Birth Of A Super Stud

The creation of Erectoman

Val Bordoy

11/23/20251 min read

In 1980, while the world was busy disco-dancing and dodging Cold War paranoia, I was sketching an alien with a mission: to save a town called Penisville from the throes of malicious sexual activity. Thus, Erectoman was born — a cosmic crusader from a remote planet, armed with extraterrestrial ethics and a phallic sense of justice.

Back then, the concept was simple: parody the superhero genre by pushing it to its most absurd, anatomical extreme. Erectoman wasn’t just a hero — he was a walking metaphor, a bulging symbol of repression, desire, and the awkwardness of human sexuality. He didn’t fly. He thrusted. He didn’t punch. He penetrated injustice.

But as the years passed, the absurdity of the original gave way to something darker — and more personal.

By the early '90s, I found myself less interested in aliens and more fascinated by the psychology of shame. The new Erectoman wasn’t a space traveler — he was a student loner, haunted by sexual phobias and social isolation. His inability to connect intimately led to compulsive masturbation, which in turn made him the perfect candidate for a secret experiment run by the enigmatic Dr. Boner.

This version wasn’t just parody — it was satire with teeth. It explored how society pathologizes desire, how shame mutates into obsession, and how the search for control can turn a man into a myth.

Erectoman is more than a comic. It’s a mirror held up to the weird, wonderful, and often uncomfortable relationship we have with sexuality, identity, and power. Whether he’s battling the Libido Lich or navigating the twisted corridors of Boner Labs, Erectoman reminds us that the line between hero and hazard is often drawn in shame.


- PROBLEM DETAILS
Wherever "name" appears in the records below, copy the line that holds it.

- SOURCE MATERIAL
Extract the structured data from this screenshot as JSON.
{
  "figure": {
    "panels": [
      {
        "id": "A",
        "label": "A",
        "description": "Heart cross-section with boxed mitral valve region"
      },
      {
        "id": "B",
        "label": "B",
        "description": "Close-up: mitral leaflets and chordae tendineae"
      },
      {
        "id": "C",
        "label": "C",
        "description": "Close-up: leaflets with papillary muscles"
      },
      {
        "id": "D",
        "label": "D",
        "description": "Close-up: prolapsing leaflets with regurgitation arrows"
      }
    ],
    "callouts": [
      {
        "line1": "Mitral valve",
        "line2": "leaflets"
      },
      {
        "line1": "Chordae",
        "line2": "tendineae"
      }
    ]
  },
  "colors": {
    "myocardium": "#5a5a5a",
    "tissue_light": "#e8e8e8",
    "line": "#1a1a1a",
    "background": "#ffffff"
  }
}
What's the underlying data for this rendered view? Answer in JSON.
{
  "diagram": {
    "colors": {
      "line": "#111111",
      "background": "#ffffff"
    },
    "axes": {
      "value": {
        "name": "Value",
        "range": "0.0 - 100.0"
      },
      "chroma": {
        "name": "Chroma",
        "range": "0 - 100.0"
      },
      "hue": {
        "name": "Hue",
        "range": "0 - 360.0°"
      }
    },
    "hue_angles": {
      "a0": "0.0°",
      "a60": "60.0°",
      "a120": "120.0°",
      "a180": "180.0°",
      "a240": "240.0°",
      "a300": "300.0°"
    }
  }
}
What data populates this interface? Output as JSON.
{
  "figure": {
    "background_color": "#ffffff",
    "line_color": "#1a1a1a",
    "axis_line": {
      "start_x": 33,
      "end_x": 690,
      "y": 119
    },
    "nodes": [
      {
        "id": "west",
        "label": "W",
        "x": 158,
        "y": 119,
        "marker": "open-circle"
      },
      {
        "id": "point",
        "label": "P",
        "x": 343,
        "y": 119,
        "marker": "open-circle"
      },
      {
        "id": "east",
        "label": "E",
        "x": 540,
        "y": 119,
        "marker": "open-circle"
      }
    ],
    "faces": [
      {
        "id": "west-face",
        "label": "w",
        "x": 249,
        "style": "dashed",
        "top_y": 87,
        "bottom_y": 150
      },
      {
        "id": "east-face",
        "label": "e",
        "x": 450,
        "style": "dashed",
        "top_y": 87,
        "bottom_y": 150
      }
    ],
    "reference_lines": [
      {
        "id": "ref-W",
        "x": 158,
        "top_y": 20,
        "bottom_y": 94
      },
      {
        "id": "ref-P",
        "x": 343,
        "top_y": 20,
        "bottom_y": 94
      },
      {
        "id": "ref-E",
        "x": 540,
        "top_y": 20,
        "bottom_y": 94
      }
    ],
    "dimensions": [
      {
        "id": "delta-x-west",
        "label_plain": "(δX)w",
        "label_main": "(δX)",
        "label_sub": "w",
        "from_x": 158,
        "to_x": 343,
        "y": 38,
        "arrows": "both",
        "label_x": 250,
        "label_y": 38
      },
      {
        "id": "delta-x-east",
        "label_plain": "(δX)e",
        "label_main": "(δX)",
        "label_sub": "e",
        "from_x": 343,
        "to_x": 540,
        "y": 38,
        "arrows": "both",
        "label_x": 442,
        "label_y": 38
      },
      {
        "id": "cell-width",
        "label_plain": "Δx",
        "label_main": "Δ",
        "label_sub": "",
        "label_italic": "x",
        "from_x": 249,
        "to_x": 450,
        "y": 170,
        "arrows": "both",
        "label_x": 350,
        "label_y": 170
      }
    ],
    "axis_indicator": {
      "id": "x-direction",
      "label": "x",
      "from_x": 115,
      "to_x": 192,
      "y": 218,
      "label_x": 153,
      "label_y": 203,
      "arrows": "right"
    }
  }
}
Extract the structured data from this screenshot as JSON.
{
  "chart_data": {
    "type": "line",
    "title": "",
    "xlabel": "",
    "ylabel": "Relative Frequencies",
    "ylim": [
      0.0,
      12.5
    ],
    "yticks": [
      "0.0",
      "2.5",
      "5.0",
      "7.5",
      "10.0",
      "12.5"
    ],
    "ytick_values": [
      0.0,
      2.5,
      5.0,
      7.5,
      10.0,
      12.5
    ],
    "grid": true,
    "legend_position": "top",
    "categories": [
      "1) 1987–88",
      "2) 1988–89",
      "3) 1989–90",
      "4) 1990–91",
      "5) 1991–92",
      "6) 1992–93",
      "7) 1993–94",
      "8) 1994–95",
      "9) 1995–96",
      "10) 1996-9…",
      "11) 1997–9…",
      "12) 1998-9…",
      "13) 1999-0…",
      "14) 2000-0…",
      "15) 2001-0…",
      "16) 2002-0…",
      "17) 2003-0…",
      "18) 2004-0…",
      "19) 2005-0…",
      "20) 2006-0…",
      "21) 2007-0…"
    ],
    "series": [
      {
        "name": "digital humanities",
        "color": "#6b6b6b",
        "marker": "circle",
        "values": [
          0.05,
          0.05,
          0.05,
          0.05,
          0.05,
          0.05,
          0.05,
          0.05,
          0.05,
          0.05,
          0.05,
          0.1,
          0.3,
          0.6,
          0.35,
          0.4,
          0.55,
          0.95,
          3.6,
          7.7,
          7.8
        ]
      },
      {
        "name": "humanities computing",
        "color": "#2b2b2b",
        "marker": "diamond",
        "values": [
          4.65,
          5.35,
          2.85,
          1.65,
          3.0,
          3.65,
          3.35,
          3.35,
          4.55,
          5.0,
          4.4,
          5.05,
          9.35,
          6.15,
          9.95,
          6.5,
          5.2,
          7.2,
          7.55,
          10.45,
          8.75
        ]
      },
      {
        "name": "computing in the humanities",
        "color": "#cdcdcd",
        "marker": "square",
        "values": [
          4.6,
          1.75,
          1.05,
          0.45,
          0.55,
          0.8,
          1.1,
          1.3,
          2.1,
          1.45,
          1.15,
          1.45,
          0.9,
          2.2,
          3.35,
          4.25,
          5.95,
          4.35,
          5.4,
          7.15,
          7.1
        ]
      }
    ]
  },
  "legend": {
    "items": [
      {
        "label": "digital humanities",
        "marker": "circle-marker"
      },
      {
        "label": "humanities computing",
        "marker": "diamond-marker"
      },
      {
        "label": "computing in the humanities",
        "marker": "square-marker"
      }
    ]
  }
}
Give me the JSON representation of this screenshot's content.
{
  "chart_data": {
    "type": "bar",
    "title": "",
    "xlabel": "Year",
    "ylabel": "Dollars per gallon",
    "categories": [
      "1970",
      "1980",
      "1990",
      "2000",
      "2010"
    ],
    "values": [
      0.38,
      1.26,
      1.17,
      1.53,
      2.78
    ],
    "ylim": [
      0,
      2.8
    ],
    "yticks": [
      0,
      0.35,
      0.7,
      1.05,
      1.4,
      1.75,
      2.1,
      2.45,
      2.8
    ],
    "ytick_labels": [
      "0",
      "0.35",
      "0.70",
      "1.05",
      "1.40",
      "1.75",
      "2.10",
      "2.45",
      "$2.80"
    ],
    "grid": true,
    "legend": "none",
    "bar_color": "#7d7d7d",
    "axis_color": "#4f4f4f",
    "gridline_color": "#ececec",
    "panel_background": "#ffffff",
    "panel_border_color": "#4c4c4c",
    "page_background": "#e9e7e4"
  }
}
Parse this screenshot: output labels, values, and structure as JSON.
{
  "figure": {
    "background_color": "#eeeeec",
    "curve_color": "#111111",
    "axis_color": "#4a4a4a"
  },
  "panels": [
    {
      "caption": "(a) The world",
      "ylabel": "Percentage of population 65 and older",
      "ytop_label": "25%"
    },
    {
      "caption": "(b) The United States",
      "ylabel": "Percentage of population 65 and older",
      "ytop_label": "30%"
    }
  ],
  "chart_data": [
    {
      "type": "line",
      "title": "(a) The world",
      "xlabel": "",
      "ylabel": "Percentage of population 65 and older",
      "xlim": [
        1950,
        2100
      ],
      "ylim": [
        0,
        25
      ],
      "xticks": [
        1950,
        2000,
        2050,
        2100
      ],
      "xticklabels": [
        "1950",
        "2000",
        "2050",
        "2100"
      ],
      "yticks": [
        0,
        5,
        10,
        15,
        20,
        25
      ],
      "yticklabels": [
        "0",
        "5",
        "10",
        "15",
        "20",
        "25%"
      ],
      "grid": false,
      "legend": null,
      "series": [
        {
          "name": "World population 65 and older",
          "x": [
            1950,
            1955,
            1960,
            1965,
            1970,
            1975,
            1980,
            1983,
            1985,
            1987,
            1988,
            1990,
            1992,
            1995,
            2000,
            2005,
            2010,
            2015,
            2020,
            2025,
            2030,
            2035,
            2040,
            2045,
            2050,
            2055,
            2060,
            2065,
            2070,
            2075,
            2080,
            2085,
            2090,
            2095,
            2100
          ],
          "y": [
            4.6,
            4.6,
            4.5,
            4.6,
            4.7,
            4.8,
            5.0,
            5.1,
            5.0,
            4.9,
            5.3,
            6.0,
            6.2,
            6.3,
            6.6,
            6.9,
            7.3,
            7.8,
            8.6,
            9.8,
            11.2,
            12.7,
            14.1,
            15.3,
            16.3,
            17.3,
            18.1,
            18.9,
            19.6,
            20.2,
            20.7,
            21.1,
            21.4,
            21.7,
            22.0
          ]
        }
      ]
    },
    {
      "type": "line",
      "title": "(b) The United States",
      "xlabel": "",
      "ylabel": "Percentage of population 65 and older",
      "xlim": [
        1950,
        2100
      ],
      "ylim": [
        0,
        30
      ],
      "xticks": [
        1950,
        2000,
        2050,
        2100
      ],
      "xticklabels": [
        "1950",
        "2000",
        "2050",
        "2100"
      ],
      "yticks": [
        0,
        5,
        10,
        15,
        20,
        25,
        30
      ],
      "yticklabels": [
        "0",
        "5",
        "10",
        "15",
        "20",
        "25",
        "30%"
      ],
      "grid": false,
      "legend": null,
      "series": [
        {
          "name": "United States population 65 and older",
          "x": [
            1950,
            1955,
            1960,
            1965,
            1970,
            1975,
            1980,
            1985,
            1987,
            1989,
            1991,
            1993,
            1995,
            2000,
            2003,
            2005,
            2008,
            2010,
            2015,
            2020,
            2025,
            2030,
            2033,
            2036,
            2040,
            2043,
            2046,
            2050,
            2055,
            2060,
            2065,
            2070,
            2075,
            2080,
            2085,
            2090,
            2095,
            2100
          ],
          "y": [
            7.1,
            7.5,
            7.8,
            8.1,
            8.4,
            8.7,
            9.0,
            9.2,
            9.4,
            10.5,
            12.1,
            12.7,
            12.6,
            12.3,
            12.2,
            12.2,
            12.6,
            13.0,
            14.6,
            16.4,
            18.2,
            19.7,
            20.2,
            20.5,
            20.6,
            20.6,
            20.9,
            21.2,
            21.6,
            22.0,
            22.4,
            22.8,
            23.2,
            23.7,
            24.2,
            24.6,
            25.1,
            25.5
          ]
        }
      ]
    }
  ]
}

- ANSWER TO THE PROBLEM
        "name": "Value",
        "name": "Chroma",
        "name": "Hue",
        "name": "digital humanities",
        "name": "humanities computing",
        "name": "computing in the humanities",
          "name": "World population 65 and older",
          "name": "United States population 65 and older",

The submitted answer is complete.